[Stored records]
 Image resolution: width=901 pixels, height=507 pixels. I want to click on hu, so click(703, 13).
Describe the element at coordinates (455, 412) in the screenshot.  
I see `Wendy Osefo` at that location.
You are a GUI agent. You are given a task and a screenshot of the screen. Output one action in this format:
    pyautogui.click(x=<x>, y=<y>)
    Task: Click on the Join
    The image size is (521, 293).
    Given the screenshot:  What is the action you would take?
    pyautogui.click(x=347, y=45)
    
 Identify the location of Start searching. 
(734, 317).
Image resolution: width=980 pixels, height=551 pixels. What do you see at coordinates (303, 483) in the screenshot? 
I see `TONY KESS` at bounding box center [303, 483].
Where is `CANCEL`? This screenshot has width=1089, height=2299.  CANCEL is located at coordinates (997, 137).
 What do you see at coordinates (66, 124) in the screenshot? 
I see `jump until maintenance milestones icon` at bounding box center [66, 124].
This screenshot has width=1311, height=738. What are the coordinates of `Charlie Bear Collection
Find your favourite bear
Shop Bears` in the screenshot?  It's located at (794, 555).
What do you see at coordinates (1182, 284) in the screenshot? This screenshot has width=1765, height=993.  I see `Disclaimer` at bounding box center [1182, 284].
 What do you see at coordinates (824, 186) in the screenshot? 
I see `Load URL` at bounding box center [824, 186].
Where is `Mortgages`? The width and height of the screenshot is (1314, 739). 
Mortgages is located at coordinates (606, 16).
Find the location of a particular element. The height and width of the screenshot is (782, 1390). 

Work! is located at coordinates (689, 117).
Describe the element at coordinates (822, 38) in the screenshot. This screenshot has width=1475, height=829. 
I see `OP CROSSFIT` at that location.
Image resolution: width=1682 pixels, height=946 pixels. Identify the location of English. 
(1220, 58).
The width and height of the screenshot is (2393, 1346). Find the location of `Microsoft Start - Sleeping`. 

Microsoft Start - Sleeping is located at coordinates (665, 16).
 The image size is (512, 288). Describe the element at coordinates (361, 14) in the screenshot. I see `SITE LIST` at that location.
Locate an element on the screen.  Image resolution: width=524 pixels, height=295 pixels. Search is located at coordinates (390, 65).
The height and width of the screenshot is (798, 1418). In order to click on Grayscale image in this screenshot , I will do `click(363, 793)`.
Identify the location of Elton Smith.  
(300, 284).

**Brief**: With the line that contains "The width and height of the screenshot is (2393, 1346)." as the first and the final line of the data as the last, repeat every line in that span exactly.

**Answer area**:
The width and height of the screenshot is (2393, 1346). Find the location of `Microsoft Start - Sleeping`. 

Microsoft Start - Sleeping is located at coordinates (665, 16).
 The image size is (512, 288). Describe the element at coordinates (361, 14) in the screenshot. I see `SITE LIST` at that location.
Locate an element on the screen.  Image resolution: width=524 pixels, height=295 pixels. Search is located at coordinates (390, 65).
The height and width of the screenshot is (798, 1418). In order to click on Grayscale image in this screenshot , I will do `click(363, 793)`.
Identify the location of Elton Smith.  
(300, 284).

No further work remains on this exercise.